Your self-assessment form just arrived, looking nothing like your colleague's across town. You might face metrics and ratings while they write narrative responses, or receive a vague "reflect on your year" while they work through specific categories. Yet beneath these different formats, everyone's really asking the same thing. What difference did you make?
Last week, we talked about becoming like a Weeble, these round-bottomed toys (some of) you and I remember from the 70s. They wobble but won't fall down, thanks to their weighted base. Knowing and loving yourself works the same: feedback might rock you, but it can't knock you over.
The five questions below help you find that center before you engage with your workplace’s process. They're for you, privately, to ground yourself in what you know to be true about the contributions you’ve made. What you do with those truths in your actual review depends on your context, your culture, and your own judgment. Take what serves you.
I’m not suggesting you reverse-engineer a perfect response, but when you know yourself confidently, whatever system you're navigating can't undermine or disorient you.
📱 Tonight on Instagram Live! Join me @ginny_clarke at 7pm ET, where, among other things, we'll dig deeper into these questions and practice answering them together.
1. What accomplishment am I most proud of, regardless of whether it was formally recognized?
Your most meaningful contributions tend to fly under the radar. Consider problems you solved before they escalated, relationships you built that grew into partnerships, or any moments when the impact of your work became clear.
Recognition follows no reliable pattern. What gets celebrated in one organization goes unnoticed in another, and your prevention work, mentoring, and system improvements might be invisible simply because they kept things running too smoothly to draw attention. You accomplished something, even if credit didn't follow.
📌 You might say: "I know I made a significant impact when I _____, which demonstrated my strength in _____."
2. When did I choose to be courageous instead of comfortable this year?
The easier path was right there. You could have stayed quiet in a meeting, let a flawed plan proceed, or avoided an uncomfortable conversation with your colleague. But, instead, you spoke up, pushed back, and leaned into discomfort. When others would have deferred to precedent or waited for consensus, you trusted your judgment, and it paid off.
Real power comes from recognizing your agency and acting on it. No title required. Only the courage to trust yourself.
💪 You might say: "I demonstrated leadership by choosing to _____ when I could have _____, resulting in _____."
3. What task, skill, problem, or insight do people consistently come to me for that isn’t in my job description?
Pay attention to the pattern of who seeks you out and why. You've probably noticed that certain types of problems find their way to you, regardless of reporting structures or official responsibilities.
The unofficial roles you play—translator, mediator, encyclopedia—tell you how your mind works and where you instinctively create value. This is your professional currency, the competencies that travel with you into any role or industry.
🔑 You might say: "My core competency in _____ was evident when I _____, and also when I _____."
4. When did I help others make sense of what we’re working toward and why it matters?
Purpose is the silent source of true confidence. When your work aligns with your values, you exude steadiness. You inspire people. Otherwise, it’s obvious when you’re going through the motions because your heart isn't actually in it.
Think about a time you helped someone reconnect to the meaning of their work, or when your team drifted and you brought them back to a shared direction. Hope is often the most powerful thing a leader can provide.
🧭 You might say: "I created hope and forward momentum by _____, which enabled my team/colleagues to _____."
5. Where did I deliver value this organization would have missed without me, and can this place recognize it?
Arrogance demands praise. Confidence knows what it brings to the table. This question requires you to step back and see yourself. Take an honest inventory of what someone with your specific capabilities contributes to your company. If you left tomorrow, what would stop working?
Some organizations don't recognize what they have until it's gone. By articulating your value now, while you're still there, you give them intel they might not seek out themselves, generously highlighting their own resources. How they respond shows their capacity to value you, and that's worth noting.
📊 You might say: "I delivered exceptional value to the organization through _____, demonstrating _____ and achieving _____."
Bonus Question (for the brave): What am I damn good at?
Don't deflect credit and don't qualify your success. There's something you do naturally that others genuinely struggle with, something that would create a real gap without you. What is it? Say it plainly, without apology.
🌟 You might say: "I am exceptionally good at [specific capability], which shows up in my work as [concrete examples]."
🎯 Final Thoughts
These questions are yours to answer honestly, without worrying about what anyone else might say. Use them to reconnect with your contributions before you engage with however your organization measures them.
Some answers might find their way into your formal assessment. Others you'll keep for yourself, as reminders of what you know to be true. Either way, you'll enter review season already grounded.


- **What is needed**
Tell me, please, how many lines in the records below include the word "open". Give no more than the number.

__________________________________________________

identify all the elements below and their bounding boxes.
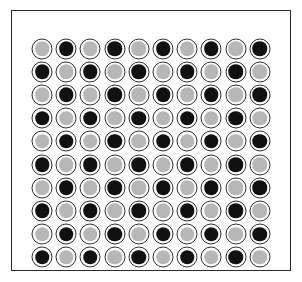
circle-token-fill [180,134,195,149]
circle-token-fill [35,204,50,219]
circle-token-light [249,108,270,129]
circle-token-light [80,131,101,152]
circle-token-fill [253,227,268,242]
circle-token-light [56,61,77,82]
circle-token-fill [59,227,74,242]
grid-cell [103,83,127,106]
circle-token-fill [107,134,122,149]
grid-cell [224,83,248,106]
circle-token-fill [132,227,147,242]
circle-token-fill [180,250,195,265]
circle-token-light [177,84,198,105]
circle-token-fill [156,111,171,126]
circle-token-dark [80,61,101,82]
circle-token-light [249,154,270,175]
circle-token-dark [56,224,77,245]
grid-cell [248,107,272,130]
grid-cell [224,130,248,153]
grid-cell [103,37,127,60]
circle-token-light [32,131,53,152]
circle-token-fill [253,134,268,149]
grid-cell [199,176,223,199]
circle-token-dark [201,177,222,198]
circle-token-dark [201,224,222,245]
circle-token-fill [156,157,171,172]
circle-token-fill [35,88,50,103]
circle-token-fill [156,204,171,219]
circle-token-fill [180,227,195,242]
circle-token-fill [83,111,98,126]
grid-cell [175,199,199,222]
grid-cell [127,107,151,130]
circle-token-dark [80,200,101,221]
circle-token-dark [249,177,270,198]
circle-token-light [177,131,198,152]
circle-token-fill [83,180,98,195]
circle-token-fill [59,111,74,126]
outer-frame [11,10,291,271]
circle-token-dark [104,84,125,105]
grid-cell [151,107,175,130]
circle-token-fill [83,250,98,265]
circle-token-dark [56,84,77,105]
grid-cell [30,246,54,269]
circle-token-dark [56,38,77,59]
circle-token-light [128,131,149,152]
circle-token-light [249,247,270,268]
circle-token-fill [156,180,171,195]
grid-cell [103,153,127,176]
circle-token-fill [253,111,268,126]
circle-token-light [249,61,270,82]
circle-token-fill [228,111,243,126]
circle-token-fill [180,88,195,103]
circle-token-light [225,131,246,152]
circle-token-fill [253,250,268,265]
grid-cell [127,37,151,60]
circle-token-light [201,247,222,268]
grid-cell [103,199,127,222]
circle-token-light [128,224,149,245]
circle-token-fill [253,41,268,56]
circle-token-dark [128,61,149,82]
grid-cell [224,176,248,199]
circle-token-light [56,247,77,268]
circle-token-fill [228,227,243,242]
circle-token-fill [59,204,74,219]
circle-token-light [56,108,77,129]
circle-token-fill [59,134,74,149]
circle-token-light [104,108,125,129]
circle-token-light [104,61,125,82]
grid-cell [175,107,199,130]
grid-cell [103,176,127,199]
circle-token-fill [107,41,122,56]
grid-cell [127,176,151,199]
circle-token-fill [35,134,50,149]
circle-token-fill [132,111,147,126]
circle-token-fill [253,180,268,195]
circle-token-fill [83,134,98,149]
circle-token-fill [228,65,243,80]
circle-token-dark [32,200,53,221]
grid-cell [30,130,54,153]
grid-cell [78,199,102,222]
grid-cell [78,60,102,83]
circle-token-dark [32,108,53,129]
grid-cell [54,130,78,153]
circle-token-light [201,108,222,129]
circle-token-fill [107,88,122,103]
grid-cell [54,153,78,176]
circle-token-fill [156,41,171,56]
circle-token-fill [83,41,98,56]
circle-token-light [153,200,174,221]
circle-token-fill [59,41,74,56]
circle-token-fill [132,204,147,219]
circle-token-light [225,38,246,59]
circle-token-dark [201,84,222,105]
circle-token-fill [228,134,243,149]
circle-token-fill [228,204,243,219]
circle-token-fill [204,227,219,242]
grid-cell [54,37,78,60]
circle-token-fill [180,41,195,56]
circle-token-dark [56,131,77,152]
circle-token-dark [80,154,101,175]
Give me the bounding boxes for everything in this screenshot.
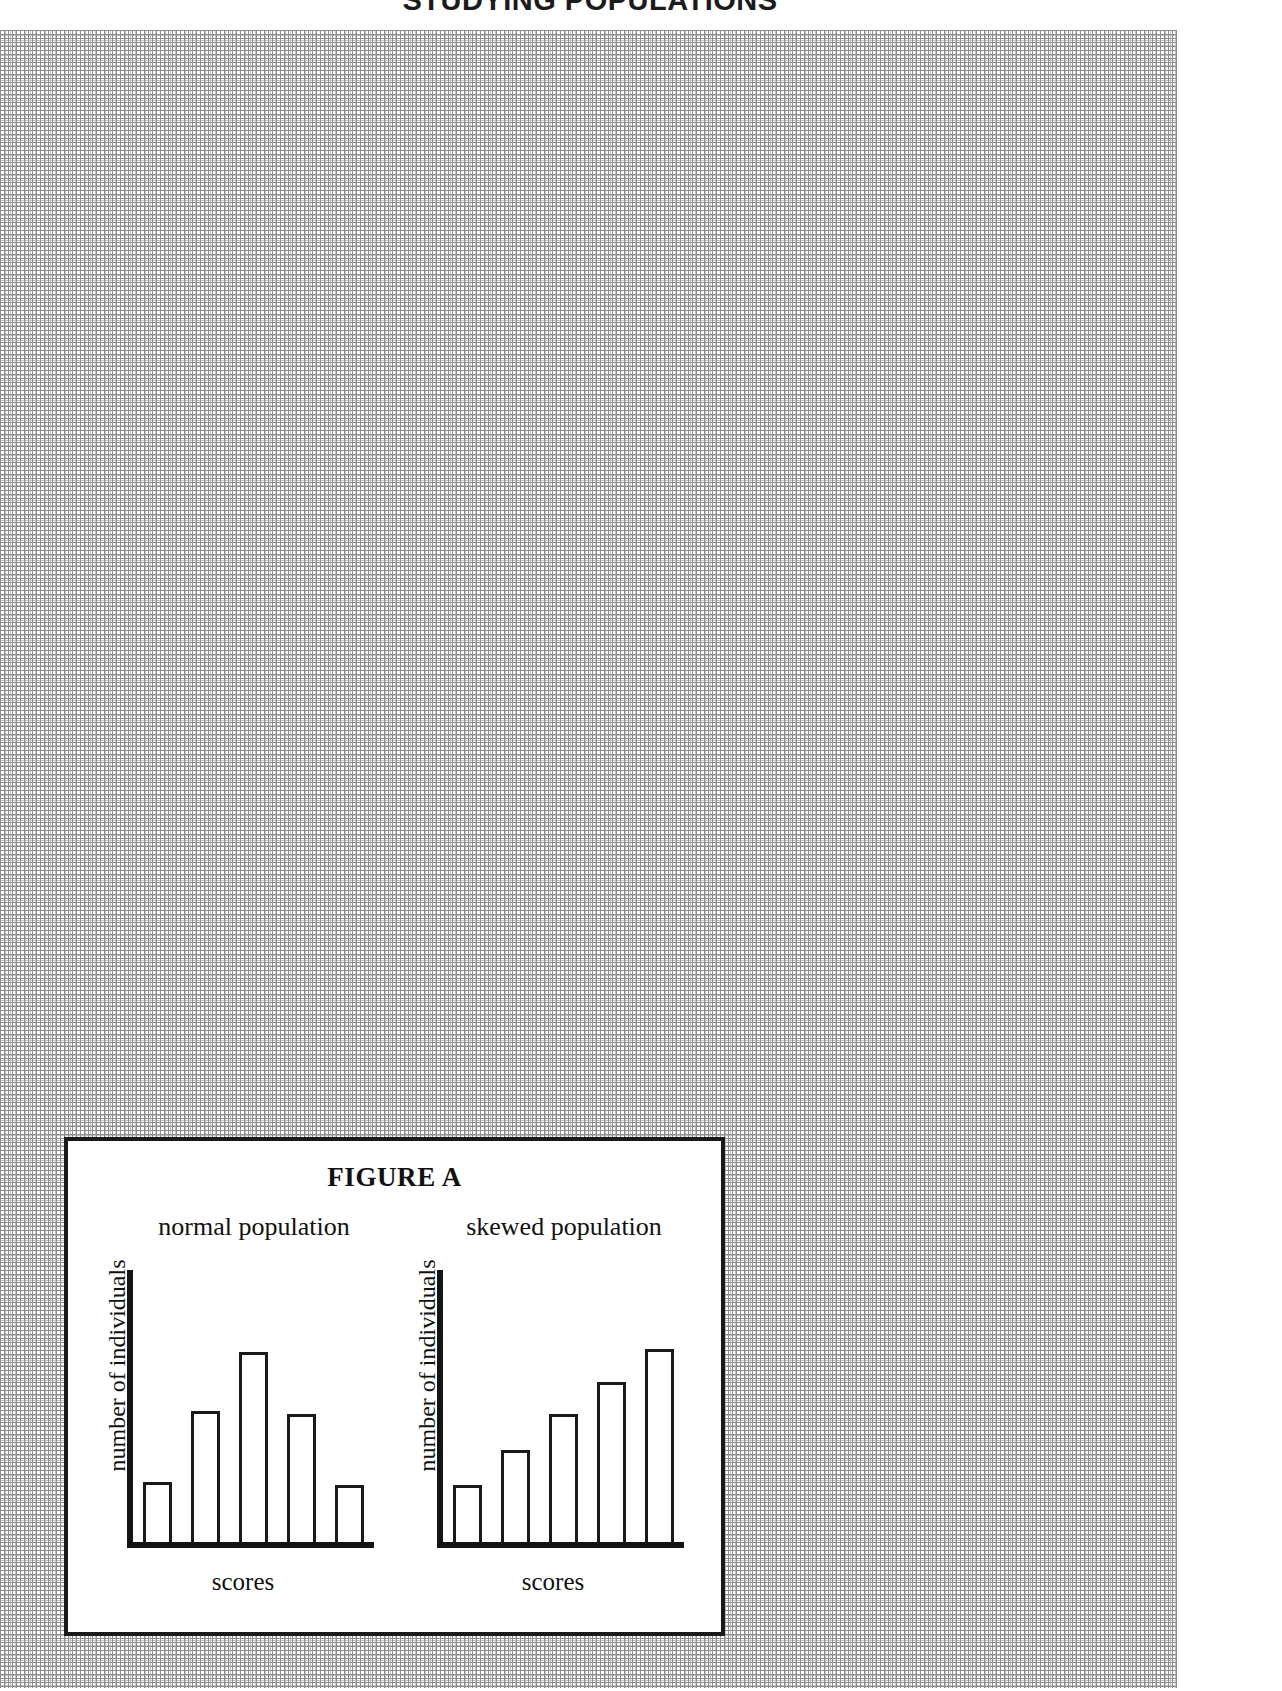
bar (597, 1382, 626, 1542)
bar (239, 1352, 268, 1542)
chart-title-normal: normal population (118, 1212, 390, 1242)
bar (143, 1482, 172, 1542)
x-axis-label-normal: scores (118, 1568, 368, 1596)
bar (501, 1450, 530, 1542)
bar (645, 1349, 674, 1542)
figure-title: FIGURE A (68, 1162, 721, 1193)
x-axis-label-skewed: scores (428, 1568, 678, 1596)
chart-panel-skewed-population: skewed population number of individuals … (390, 1212, 700, 1612)
bar-group-normal (133, 1270, 374, 1542)
bar (549, 1414, 578, 1542)
page-title: STUDYING POPULATIONS (0, 0, 1180, 17)
bar (191, 1411, 220, 1542)
plot-area-skewed (437, 1270, 684, 1548)
page-root: STUDYING POPULATIONS FIGURE A normal pop… (0, 0, 1282, 1691)
figure-a-box: FIGURE A normal population number of ind… (64, 1137, 725, 1636)
x-axis-line-skewed (437, 1542, 684, 1548)
chart-panel-normal-population: normal population number of individuals … (80, 1212, 390, 1612)
bar (335, 1485, 364, 1542)
plot-area-normal (127, 1270, 374, 1548)
bar (287, 1414, 316, 1542)
x-axis-line-normal (127, 1542, 374, 1548)
chart-title-skewed: skewed population (428, 1212, 700, 1242)
bar (453, 1485, 482, 1542)
bar-group-skewed (443, 1270, 684, 1542)
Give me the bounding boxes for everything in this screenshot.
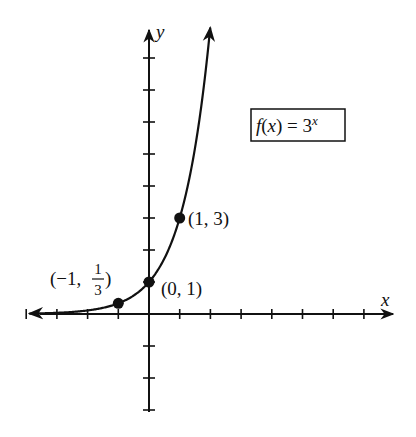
graph-canvas: y x f(x) = 3x (1, 3) (0, 1) (−1, 1 3 ) — [0, 0, 416, 437]
fraction-denominator: 3 — [94, 282, 102, 298]
function-label: f(x) = 3x — [256, 113, 318, 137]
function-exponent: x — [311, 113, 318, 128]
point-label-neg1-third: (−1, — [50, 268, 81, 290]
data-point — [174, 213, 185, 224]
function-rest: ) = 3 — [276, 115, 312, 137]
point-label-neg1-open: (−1, — [50, 268, 81, 290]
x-axis-label: x — [380, 289, 390, 310]
y-axis-label: y — [154, 21, 165, 42]
point-label-1-3: (1, 3) — [188, 208, 229, 230]
exponential-graph: y x f(x) = 3x (1, 3) (0, 1) (−1, 1 3 ) — [0, 0, 416, 437]
fraction-numerator: 1 — [94, 261, 102, 277]
point-label-0-1: (0, 1) — [161, 278, 202, 300]
data-point — [113, 298, 124, 309]
data-point — [144, 277, 155, 288]
point-label-neg1-close: ) — [105, 268, 111, 290]
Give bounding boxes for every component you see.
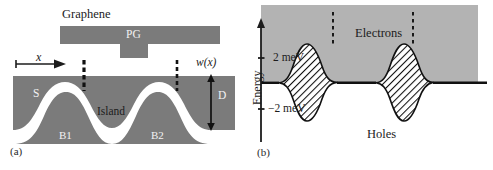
- island-label: Island: [97, 106, 125, 118]
- drain-label: D: [218, 90, 226, 102]
- energy-axis-label: Energy: [251, 71, 263, 105]
- holes-region-label: Holes: [367, 128, 396, 141]
- energy-tick-negative-label: −2 meV: [268, 103, 305, 115]
- energy-tick-positive-label: 2 meV: [273, 52, 304, 64]
- panel-b-tag: (b): [257, 147, 270, 158]
- x-axis-label: x: [36, 51, 41, 63]
- panel-a-device-schematic: [0, 0, 247, 170]
- barrier-b1-label: B1: [59, 130, 72, 141]
- width-function-label: w(x): [196, 57, 216, 69]
- source-label: S: [33, 88, 39, 100]
- panel-a-tag: (a): [10, 146, 22, 157]
- graphene-label: Graphene: [62, 8, 111, 21]
- plunger-gate-label: PG: [126, 29, 141, 41]
- barrier-b2-label: B2: [151, 130, 164, 141]
- electrons-region-label: Electrons: [355, 27, 402, 40]
- figure-root: Graphene PG S D Island B1 B2 x w(x) (a): [0, 0, 493, 170]
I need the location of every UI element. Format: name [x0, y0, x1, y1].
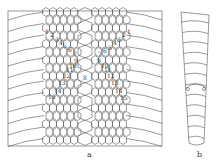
left-ventral-lines [8, 12, 44, 147]
scale-number: 12 [63, 72, 71, 79]
scale-number: 13 [58, 79, 66, 86]
panel-b-label: b [197, 150, 202, 159]
scale-number: 5 [63, 42, 67, 49]
scale-number: 6 [103, 47, 107, 54]
right-ventral-lines [126, 12, 162, 147]
scale-number: 12 [107, 72, 115, 79]
scale-number: 2 [122, 31, 126, 38]
scale-number: 3 [117, 36, 121, 43]
scale-number: 7 [98, 50, 102, 57]
scale-number: 15 [120, 94, 128, 101]
scale-diagram: 1234567910111213141512345679101112131415… [0, 0, 216, 166]
panel-b [181, 12, 209, 145]
scale-number: 14 [115, 87, 123, 94]
scale-number: 7 [73, 50, 77, 57]
scale-number: 15 [48, 93, 56, 100]
center-scale-number: 8 [83, 74, 87, 81]
panel-a-label: a [87, 150, 92, 159]
scale-number: 6 [68, 46, 72, 53]
scale-number: 1 [45, 28, 49, 35]
scale-number: 1 [127, 28, 131, 35]
scale-number: 2 [50, 31, 54, 38]
scale-number: 5 [108, 44, 112, 51]
scale-number: 4 [113, 39, 117, 46]
scale-number: 13 [111, 79, 119, 86]
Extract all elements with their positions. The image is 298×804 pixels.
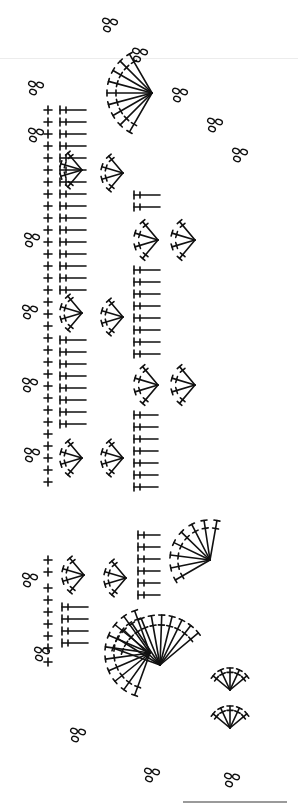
crochet-chart <box>0 0 298 804</box>
bottom-rule-line <box>183 801 287 803</box>
double-crochet-symbols <box>60 106 160 647</box>
single-crochet-symbols <box>44 106 52 666</box>
fan-cluster-symbols <box>60 53 249 728</box>
chain-symbols <box>22 17 248 787</box>
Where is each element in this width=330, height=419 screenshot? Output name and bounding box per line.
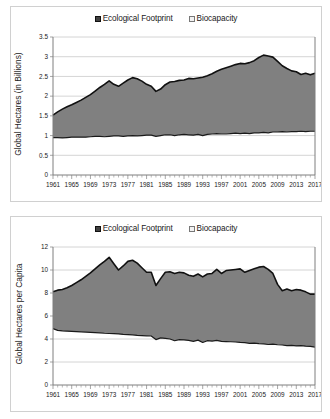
x-tick-label: 1993: [196, 181, 211, 188]
x-tick-label: 1977: [121, 181, 136, 188]
x-tick-label: 1961: [46, 181, 61, 188]
x-tick-label: 2001: [233, 181, 248, 188]
x-tick-label: 1997: [214, 391, 229, 398]
x-tick-label: 1993: [196, 391, 211, 398]
x-tick-label: 1977: [121, 391, 136, 398]
chart-panel-top: Ecological Footprint Biocapacity Global …: [10, 6, 322, 202]
y-tick-label: 0: [44, 171, 48, 178]
y-tick-label: 10: [41, 266, 49, 273]
x-tick-label: 1961: [46, 391, 61, 398]
x-tick-label: 1981: [139, 391, 154, 398]
x-tick-label: 1973: [102, 181, 117, 188]
y-tick-label: 0.5: [39, 152, 48, 159]
y-tick-label: 6: [44, 312, 48, 319]
figure-container: Ecological Footprint Biocapacity Global …: [0, 0, 330, 419]
x-tick-label: 1997: [214, 181, 229, 188]
x-tick-label: 1985: [158, 181, 173, 188]
x-tick-label: 2013: [289, 181, 304, 188]
x-tick-label: 1969: [83, 181, 98, 188]
chart-panel-bottom: Ecological Footprint Biocapacity Global …: [10, 216, 322, 412]
y-tick-label: 2.5: [39, 73, 48, 80]
y-tick-label: 3.5: [39, 33, 48, 40]
x-tick-label: 1989: [177, 391, 192, 398]
y-tick-label: 1: [44, 132, 48, 139]
x-tick-label: 1965: [65, 181, 80, 188]
x-tick-label: 1981: [139, 181, 154, 188]
x-tick-label: 2017: [308, 181, 321, 188]
y-tick-label: 4: [44, 335, 48, 342]
x-tick-label: 1969: [83, 391, 98, 398]
y-tick-label: 2: [44, 92, 48, 99]
x-tick-label: 1973: [102, 391, 117, 398]
x-tick-label: 2009: [270, 181, 285, 188]
chart-svg-bottom: 0246810121961196519691973197719811985198…: [11, 217, 321, 411]
x-tick-label: 2017: [308, 391, 321, 398]
x-tick-label: 2001: [233, 391, 248, 398]
x-tick-label: 2005: [252, 391, 267, 398]
x-tick-label: 2013: [289, 391, 304, 398]
series-area-footprint-band: [53, 55, 315, 138]
x-tick-label: 2009: [270, 391, 285, 398]
y-tick-label: 0: [44, 381, 48, 388]
y-tick-label: 2: [44, 358, 48, 365]
y-tick-label: 1.5: [39, 112, 48, 119]
y-tick-label: 8: [44, 289, 48, 296]
x-tick-label: 1985: [158, 391, 173, 398]
y-tick-label: 3: [44, 53, 48, 60]
plot-area-bottom: 0246810121961196519691973197719811985198…: [11, 217, 321, 411]
plot-area-top: 00.511.522.533.5196119651969197319771981…: [11, 7, 321, 201]
x-tick-label: 1989: [177, 181, 192, 188]
x-tick-label: 2005: [252, 181, 267, 188]
y-tick-label: 12: [41, 243, 49, 250]
chart-svg-top: 00.511.522.533.5196119651969197319771981…: [11, 7, 321, 201]
x-tick-label: 1965: [65, 391, 80, 398]
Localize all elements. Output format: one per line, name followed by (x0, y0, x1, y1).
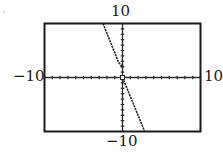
open-endpoint-marker (121, 76, 125, 80)
curve-segment-1 (103, 24, 122, 67)
curve-segment-2 (123, 78, 145, 132)
closed-endpoint-marker (121, 65, 124, 68)
graph-window (0, 0, 223, 152)
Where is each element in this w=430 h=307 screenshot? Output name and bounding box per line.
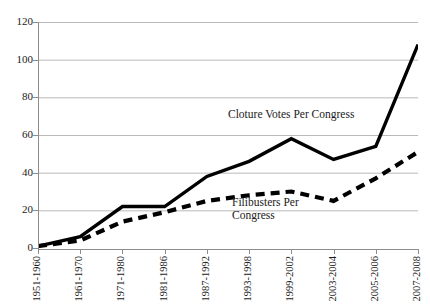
gridlines-group: [38, 23, 418, 249]
x-axis-tick-mark: [207, 249, 208, 254]
x-axis-tick-mark: [80, 249, 81, 254]
x-axis-tick-mark: [165, 249, 166, 254]
x-axis-tick-mark: [418, 249, 419, 254]
x-axis-tick-label: 1961-1970: [74, 256, 85, 302]
series-canvas: [38, 22, 418, 248]
y-axis-tick-mark: [33, 22, 38, 23]
series-annotation-filibusters-line1: Filibusters Per: [232, 196, 299, 209]
y-axis-line: [38, 22, 39, 250]
x-axis-tick-mark: [38, 249, 39, 254]
y-axis-tick-label: 20: [0, 204, 33, 215]
y-axis-tick-label: 100: [0, 54, 33, 65]
y-axis-tick-mark: [33, 173, 38, 174]
y-axis-tick-label: 60: [0, 129, 33, 140]
x-axis-tick-mark: [122, 249, 123, 254]
y-axis-tick-mark: [33, 210, 38, 211]
series-annotation-filibusters: Filibusters Per Congress: [232, 196, 299, 222]
x-axis-tick-label: 1999-2002: [285, 256, 296, 302]
x-axis-line: [38, 249, 419, 250]
plot-area: [38, 22, 418, 248]
x-axis-tick-mark: [376, 249, 377, 254]
x-axis-tick-mark: [334, 249, 335, 254]
y-axis-tick-mark: [33, 135, 38, 136]
x-axis-tick-mark: [291, 249, 292, 254]
x-axis-tick-label: 1993-1998: [243, 256, 254, 302]
x-axis-tick-label: 1951-1960: [32, 256, 43, 302]
line-chart: 020406080100120 1951-19601961-19701971-1…: [0, 0, 430, 307]
x-axis-tick-label: 2007-2008: [412, 256, 423, 302]
series-annotation-cloture-votes: Cloture Votes Per Congress: [228, 108, 354, 121]
x-axis-tick-label: 1981-1986: [159, 256, 170, 302]
y-axis-tick-mark: [33, 60, 38, 61]
series-annotation-filibusters-line2: Congress: [232, 209, 299, 222]
series-line-cloture-votes: [38, 45, 418, 247]
x-axis-tick-label: 1971-1980: [116, 256, 127, 302]
x-axis-tick-label: 1987-1992: [201, 256, 212, 302]
x-axis-tick-label: 2003-2004: [328, 256, 339, 302]
series-line-filibusters: [38, 152, 418, 246]
x-axis-tick-label: 2005-2006: [370, 256, 381, 302]
y-axis-tick-label: 0: [0, 242, 33, 253]
x-axis-tick-mark: [249, 249, 250, 254]
y-axis-tick-label: 80: [0, 91, 33, 102]
y-axis-tick-mark: [33, 97, 38, 98]
y-axis-tick-label: 40: [0, 167, 33, 178]
y-axis-tick-label: 120: [0, 16, 33, 27]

__________________________________________________

- **Written response**
2